I slammed my hand on my podium. "I retract the sale!"
Silence.
Long, awkward, pressurized silence.
Karys stood.
"No seller has ever backed out after bids have been made," he said coldly. "That's against the rules."
The Ledger buzzed in my hands.
"Offer a counter-trade," it said. "Something impossible. Something bold."
I looked around.
Then I shouted:
"I offer... the Doom of Forgetting!"
Everyone paused.
Whispers. Murmurs. A few chuckles.
"That doom doesn't exist," Vael said.
"It does now," I snapped.
The Ledger vibrated. Pages flipped.
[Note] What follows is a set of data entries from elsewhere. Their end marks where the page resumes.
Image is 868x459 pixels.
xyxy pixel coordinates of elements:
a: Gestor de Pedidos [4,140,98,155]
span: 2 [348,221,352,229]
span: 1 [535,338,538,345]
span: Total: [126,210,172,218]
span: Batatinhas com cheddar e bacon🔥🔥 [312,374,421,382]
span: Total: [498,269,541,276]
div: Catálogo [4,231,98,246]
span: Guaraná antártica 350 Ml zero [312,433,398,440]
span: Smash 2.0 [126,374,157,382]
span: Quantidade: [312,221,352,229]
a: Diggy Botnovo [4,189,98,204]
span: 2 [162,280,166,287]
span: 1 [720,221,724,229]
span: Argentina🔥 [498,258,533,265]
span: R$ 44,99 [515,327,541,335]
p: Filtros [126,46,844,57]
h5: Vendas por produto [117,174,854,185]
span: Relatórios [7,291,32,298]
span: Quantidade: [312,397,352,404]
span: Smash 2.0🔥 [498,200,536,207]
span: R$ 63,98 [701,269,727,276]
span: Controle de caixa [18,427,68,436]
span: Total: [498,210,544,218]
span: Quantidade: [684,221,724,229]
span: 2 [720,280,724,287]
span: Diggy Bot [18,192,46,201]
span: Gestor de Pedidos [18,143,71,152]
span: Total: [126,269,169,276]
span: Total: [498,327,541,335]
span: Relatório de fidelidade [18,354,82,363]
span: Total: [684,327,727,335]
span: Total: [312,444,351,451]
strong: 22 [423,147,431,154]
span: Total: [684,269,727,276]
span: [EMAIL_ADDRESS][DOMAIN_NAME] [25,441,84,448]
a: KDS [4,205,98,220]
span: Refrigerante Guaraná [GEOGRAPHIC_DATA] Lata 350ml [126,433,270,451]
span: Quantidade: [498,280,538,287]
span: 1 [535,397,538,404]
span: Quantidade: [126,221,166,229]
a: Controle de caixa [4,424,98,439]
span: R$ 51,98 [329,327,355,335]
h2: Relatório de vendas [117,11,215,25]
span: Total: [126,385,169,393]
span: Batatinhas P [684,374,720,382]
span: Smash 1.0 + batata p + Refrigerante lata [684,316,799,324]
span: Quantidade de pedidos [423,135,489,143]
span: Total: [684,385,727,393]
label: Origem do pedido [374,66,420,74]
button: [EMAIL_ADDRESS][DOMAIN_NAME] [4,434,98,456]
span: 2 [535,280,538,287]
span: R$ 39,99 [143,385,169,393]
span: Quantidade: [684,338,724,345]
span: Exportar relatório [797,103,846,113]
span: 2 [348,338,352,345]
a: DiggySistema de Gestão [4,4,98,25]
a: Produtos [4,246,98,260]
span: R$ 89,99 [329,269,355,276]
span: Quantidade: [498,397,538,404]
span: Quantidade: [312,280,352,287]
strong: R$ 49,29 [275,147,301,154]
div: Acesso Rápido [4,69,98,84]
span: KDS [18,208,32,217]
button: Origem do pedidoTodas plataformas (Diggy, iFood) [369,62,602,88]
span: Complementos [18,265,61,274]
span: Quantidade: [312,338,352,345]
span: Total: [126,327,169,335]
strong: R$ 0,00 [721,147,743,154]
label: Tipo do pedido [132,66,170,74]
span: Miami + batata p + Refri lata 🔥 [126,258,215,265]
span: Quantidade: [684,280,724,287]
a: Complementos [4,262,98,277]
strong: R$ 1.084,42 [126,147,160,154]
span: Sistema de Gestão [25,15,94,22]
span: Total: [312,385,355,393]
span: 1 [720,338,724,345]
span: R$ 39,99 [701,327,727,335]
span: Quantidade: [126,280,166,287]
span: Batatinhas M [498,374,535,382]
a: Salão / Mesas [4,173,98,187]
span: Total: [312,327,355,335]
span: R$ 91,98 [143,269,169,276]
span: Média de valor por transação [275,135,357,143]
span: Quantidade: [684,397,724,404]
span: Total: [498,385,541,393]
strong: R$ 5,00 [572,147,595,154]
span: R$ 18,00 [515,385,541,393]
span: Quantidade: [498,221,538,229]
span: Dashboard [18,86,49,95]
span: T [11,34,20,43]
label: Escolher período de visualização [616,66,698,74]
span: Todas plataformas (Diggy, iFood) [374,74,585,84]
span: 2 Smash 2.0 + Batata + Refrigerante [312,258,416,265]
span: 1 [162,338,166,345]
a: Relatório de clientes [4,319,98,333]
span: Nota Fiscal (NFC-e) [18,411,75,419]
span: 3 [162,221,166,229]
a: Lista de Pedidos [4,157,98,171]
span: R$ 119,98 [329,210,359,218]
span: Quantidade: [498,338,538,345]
Words burned into existence.
[DOOM CREATED: Doom of Forgetting]
Effect: Erases a moment, an event, or even a location, from memory, records, and time.
Trade Value: Catastrophic. Dangerous. BANNED in four dimensions.
Karys stared at me. Then, slowly, smiled.
"A clever merchant," he said.
Then he banged the Final Gavel.
Trade accepted. Doom of Forgetting activated.
You ever feel reality skip?
Because I do.
A second later, the auction was just... over.
No one remembered what happened.
Not even me.
The platform was gone. The bidders? Gone. Karys? Gone.
I was back in my cave.
Ledger in my lap.
Heart beating so fast.
My doom, the Bleeding Echo, hadn't been sold.
The auction?
Erased.
All because I traded a doom that hadn't existed five minutes ago.
Guess I'm that kind of merchant now.
Far away, in a crumbling tower wrapped in regret, Karys the Final Bidder stood alone.
He touched his mask, frowned. "Interesting," he muttered. "The boy made a forbidden trade."
Then, behind him, a door opened.
A woman stepped in. Messy silver hair. Sharp eyes. And a grin like trouble wearing perfume.
Syphine.
"I want in," she said. "Let me break your little merchant."
Karys nodded.
"Do it fast," he said. "Before he finds out about cursed dooms."